**Requirement**
Produce word for word the lines of the data below running from the one that has "reading: 2.3125 in" to the one that has "reading: 5.7500 in", inclusive, and no others.

Segment Start: Records for this task

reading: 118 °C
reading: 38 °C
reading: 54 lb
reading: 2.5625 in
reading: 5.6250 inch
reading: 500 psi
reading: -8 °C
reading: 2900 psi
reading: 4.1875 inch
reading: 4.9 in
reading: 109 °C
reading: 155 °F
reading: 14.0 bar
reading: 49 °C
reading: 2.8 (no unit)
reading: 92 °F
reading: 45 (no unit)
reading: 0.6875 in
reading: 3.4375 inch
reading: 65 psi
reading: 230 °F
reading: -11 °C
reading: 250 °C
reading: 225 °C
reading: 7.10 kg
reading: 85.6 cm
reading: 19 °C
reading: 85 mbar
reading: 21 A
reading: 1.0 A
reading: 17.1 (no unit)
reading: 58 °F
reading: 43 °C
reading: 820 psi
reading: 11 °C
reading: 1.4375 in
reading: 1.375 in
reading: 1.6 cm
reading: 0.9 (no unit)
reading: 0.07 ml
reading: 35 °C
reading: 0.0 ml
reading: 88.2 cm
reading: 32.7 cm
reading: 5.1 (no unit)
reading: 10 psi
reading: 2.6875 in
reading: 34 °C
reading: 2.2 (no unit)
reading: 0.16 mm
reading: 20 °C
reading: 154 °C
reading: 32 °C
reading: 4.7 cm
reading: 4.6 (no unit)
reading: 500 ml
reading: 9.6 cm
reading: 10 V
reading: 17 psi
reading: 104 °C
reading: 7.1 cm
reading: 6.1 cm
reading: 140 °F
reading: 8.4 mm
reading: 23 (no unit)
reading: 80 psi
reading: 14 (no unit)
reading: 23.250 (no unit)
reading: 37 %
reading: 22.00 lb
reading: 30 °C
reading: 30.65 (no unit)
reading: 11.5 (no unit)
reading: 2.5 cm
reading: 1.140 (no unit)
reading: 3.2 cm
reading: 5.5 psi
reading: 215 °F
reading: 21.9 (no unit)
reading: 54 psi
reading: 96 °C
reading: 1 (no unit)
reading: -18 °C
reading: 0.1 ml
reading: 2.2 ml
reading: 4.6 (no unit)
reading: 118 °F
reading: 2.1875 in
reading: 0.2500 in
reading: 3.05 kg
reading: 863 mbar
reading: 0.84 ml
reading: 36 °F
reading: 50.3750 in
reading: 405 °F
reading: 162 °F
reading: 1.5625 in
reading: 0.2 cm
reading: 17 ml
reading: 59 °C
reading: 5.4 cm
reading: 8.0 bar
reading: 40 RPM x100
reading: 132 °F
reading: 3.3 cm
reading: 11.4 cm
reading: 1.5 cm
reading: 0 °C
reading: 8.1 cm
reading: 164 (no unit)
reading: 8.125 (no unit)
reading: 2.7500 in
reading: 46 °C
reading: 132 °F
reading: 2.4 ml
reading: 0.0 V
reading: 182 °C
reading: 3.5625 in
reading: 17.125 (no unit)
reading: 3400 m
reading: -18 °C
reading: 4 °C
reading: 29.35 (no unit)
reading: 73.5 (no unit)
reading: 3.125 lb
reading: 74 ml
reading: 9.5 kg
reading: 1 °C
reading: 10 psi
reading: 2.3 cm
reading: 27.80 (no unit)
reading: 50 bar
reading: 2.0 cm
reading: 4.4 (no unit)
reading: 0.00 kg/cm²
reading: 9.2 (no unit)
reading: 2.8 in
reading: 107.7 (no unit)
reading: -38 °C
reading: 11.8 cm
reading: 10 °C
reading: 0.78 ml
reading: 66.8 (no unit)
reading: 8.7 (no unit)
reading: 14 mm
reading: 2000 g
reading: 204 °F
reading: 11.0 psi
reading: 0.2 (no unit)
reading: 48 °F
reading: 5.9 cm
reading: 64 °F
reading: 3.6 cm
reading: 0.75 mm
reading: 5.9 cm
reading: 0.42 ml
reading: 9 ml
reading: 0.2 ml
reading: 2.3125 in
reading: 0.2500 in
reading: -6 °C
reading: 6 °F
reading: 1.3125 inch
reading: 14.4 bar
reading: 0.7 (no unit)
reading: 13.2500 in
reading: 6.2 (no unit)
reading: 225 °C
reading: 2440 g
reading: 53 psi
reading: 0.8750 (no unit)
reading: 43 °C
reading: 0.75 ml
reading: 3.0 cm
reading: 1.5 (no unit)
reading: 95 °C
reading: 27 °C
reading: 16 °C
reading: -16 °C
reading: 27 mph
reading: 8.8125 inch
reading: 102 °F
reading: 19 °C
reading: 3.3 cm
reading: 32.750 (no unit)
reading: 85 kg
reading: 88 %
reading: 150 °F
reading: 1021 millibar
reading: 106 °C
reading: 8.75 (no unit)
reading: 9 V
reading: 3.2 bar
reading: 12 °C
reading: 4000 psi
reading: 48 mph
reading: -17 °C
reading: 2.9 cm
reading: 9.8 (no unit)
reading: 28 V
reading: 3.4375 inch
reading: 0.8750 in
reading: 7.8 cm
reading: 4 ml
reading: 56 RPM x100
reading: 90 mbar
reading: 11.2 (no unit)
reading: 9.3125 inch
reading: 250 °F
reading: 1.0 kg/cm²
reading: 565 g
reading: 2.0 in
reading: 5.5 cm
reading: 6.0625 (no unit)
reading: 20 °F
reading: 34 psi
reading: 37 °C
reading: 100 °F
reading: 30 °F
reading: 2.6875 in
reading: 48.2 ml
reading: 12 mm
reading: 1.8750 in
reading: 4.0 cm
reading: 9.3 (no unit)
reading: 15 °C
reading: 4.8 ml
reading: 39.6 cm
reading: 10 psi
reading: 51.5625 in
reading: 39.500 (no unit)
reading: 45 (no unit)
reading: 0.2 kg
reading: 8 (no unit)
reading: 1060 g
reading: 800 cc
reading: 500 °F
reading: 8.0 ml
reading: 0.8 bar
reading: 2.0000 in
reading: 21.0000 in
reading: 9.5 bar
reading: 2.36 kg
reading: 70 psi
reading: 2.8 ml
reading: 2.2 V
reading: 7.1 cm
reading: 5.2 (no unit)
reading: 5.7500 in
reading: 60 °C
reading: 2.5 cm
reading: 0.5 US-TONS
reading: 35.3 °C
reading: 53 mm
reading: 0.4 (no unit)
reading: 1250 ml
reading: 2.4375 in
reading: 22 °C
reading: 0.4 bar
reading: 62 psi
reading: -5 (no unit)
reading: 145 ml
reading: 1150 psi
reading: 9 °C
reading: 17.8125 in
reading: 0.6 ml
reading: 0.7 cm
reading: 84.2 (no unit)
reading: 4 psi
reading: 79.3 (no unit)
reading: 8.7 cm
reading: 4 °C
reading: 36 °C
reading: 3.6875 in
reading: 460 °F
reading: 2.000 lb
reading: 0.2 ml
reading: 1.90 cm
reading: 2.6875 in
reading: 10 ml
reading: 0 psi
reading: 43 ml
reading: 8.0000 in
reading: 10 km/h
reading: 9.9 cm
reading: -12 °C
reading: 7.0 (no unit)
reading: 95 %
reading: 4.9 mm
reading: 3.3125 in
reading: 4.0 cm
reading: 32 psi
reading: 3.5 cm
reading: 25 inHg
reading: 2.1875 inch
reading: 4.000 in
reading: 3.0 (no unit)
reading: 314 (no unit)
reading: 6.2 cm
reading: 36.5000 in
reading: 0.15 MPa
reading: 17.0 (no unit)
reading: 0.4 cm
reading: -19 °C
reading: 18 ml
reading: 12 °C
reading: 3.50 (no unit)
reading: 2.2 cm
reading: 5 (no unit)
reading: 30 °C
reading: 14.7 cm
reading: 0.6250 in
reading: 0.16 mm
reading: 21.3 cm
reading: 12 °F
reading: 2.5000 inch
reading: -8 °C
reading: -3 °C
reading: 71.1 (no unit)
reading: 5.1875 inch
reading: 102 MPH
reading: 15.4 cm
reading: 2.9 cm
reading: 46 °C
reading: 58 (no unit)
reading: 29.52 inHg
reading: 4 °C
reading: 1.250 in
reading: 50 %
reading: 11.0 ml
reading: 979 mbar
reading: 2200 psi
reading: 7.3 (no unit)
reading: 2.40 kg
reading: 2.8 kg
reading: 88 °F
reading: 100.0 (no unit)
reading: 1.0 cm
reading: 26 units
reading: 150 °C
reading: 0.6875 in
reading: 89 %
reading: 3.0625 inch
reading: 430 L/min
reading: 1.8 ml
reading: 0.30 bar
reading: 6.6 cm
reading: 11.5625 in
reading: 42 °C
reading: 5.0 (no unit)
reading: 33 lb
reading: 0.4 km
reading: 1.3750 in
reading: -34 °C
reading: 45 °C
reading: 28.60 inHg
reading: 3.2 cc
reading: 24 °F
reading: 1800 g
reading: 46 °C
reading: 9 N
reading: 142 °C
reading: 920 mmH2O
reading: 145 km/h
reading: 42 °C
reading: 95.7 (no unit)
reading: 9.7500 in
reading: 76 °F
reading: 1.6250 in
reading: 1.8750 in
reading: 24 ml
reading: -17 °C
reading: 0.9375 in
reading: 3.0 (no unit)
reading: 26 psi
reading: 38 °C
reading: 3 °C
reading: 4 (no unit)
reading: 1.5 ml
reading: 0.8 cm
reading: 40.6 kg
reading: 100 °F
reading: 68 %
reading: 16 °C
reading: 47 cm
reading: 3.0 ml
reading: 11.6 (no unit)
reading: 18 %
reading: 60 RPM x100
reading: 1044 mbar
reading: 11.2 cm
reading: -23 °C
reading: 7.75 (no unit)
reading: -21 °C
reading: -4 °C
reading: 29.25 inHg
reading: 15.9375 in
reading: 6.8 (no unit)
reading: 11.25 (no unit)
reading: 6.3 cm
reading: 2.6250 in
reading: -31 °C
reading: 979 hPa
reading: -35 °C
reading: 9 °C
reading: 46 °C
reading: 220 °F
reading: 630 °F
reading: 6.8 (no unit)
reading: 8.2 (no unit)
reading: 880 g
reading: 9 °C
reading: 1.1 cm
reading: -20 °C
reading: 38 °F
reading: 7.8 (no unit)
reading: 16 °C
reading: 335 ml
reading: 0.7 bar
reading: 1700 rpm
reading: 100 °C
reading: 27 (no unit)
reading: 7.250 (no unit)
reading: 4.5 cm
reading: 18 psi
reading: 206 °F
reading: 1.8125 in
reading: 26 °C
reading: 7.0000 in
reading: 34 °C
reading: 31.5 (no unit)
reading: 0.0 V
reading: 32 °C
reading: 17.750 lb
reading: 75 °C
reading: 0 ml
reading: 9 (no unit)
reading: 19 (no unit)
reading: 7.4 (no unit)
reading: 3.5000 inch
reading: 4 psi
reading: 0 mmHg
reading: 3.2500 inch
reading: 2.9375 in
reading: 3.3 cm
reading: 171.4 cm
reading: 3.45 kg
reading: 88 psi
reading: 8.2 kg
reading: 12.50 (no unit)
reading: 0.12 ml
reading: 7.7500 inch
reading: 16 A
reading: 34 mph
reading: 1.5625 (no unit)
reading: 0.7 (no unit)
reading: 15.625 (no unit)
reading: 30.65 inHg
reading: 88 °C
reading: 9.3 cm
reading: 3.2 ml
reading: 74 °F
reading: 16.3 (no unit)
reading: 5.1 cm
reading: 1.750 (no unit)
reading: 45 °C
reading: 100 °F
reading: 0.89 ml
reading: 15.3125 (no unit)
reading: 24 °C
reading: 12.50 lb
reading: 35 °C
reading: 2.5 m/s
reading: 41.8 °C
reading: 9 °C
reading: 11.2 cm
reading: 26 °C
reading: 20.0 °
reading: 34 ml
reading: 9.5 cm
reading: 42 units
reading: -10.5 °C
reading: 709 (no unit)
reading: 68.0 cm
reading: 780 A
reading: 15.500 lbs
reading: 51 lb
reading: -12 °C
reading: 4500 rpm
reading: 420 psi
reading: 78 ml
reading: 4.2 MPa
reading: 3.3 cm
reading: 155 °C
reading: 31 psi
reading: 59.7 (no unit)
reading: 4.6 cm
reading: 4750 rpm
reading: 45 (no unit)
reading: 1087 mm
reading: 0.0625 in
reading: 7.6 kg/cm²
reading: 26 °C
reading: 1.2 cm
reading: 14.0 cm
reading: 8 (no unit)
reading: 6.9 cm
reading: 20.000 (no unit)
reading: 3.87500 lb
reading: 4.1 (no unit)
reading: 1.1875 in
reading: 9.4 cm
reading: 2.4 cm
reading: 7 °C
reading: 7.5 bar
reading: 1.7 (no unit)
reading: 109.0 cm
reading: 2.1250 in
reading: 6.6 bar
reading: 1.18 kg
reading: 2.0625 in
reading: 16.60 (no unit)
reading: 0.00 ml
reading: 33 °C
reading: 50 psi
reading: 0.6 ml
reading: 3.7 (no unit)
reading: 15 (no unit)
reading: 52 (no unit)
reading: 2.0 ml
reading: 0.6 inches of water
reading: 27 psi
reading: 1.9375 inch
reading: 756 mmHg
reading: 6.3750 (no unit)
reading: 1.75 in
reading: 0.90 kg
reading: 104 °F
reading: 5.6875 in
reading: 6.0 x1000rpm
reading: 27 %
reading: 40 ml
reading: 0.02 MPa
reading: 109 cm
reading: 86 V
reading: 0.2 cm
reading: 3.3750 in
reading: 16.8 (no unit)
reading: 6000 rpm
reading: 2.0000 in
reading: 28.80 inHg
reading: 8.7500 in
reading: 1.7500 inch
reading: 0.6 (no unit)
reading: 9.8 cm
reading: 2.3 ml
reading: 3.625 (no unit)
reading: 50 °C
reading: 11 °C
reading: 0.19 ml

Segment End: Records for this task

**Response area**
reading: 2.3125 in
reading: 0.2500 in
reading: -6 °C
reading: 6 °F
reading: 1.3125 inch
reading: 14.4 bar
reading: 0.7 (no unit)
reading: 13.2500 in
reading: 6.2 (no unit)
reading: 225 °C
reading: 2440 g
reading: 53 psi
reading: 0.8750 (no unit)
reading: 43 °C
reading: 0.75 ml
reading: 3.0 cm
reading: 1.5 (no unit)
reading: 95 °C
reading: 27 °C
reading: 16 °C
reading: -16 °C
reading: 27 mph
reading: 8.8125 inch
reading: 102 °F
reading: 19 °C
reading: 3.3 cm
reading: 32.750 (no unit)
reading: 85 kg
reading: 88 %
reading: 150 °F
reading: 1021 millibar
reading: 106 °C
reading: 8.75 (no unit)
reading: 9 V
reading: 3.2 bar
reading: 12 °C
reading: 4000 psi
reading: 48 mph
reading: -17 °C
reading: 2.9 cm
reading: 9.8 (no unit)
reading: 28 V
reading: 3.4375 inch
reading: 0.8750 in
reading: 7.8 cm
reading: 4 ml
reading: 56 RPM x100
reading: 90 mbar
reading: 11.2 (no unit)
reading: 9.3125 inch
reading: 250 °F
reading: 1.0 kg/cm²
reading: 565 g
reading: 2.0 in
reading: 5.5 cm
reading: 6.0625 (no unit)
reading: 20 °F
reading: 34 psi
reading: 37 °C
reading: 100 °F
reading: 30 °F
reading: 2.6875 in
reading: 48.2 ml
reading: 12 mm
reading: 1.8750 in
reading: 4.0 cm
reading: 9.3 (no unit)
reading: 15 °C
reading: 4.8 ml
reading: 39.6 cm
reading: 10 psi
reading: 51.5625 in
reading: 39.500 (no unit)
reading: 45 (no unit)
reading: 0.2 kg
reading: 8 (no unit)
reading: 1060 g
reading: 800 cc
reading: 500 °F
reading: 8.0 ml
reading: 0.8 bar
reading: 2.0000 in
reading: 21.0000 in
reading: 9.5 bar
reading: 2.36 kg
reading: 70 psi
reading: 2.8 ml
reading: 2.2 V
reading: 7.1 cm
reading: 5.2 (no unit)
reading: 5.7500 in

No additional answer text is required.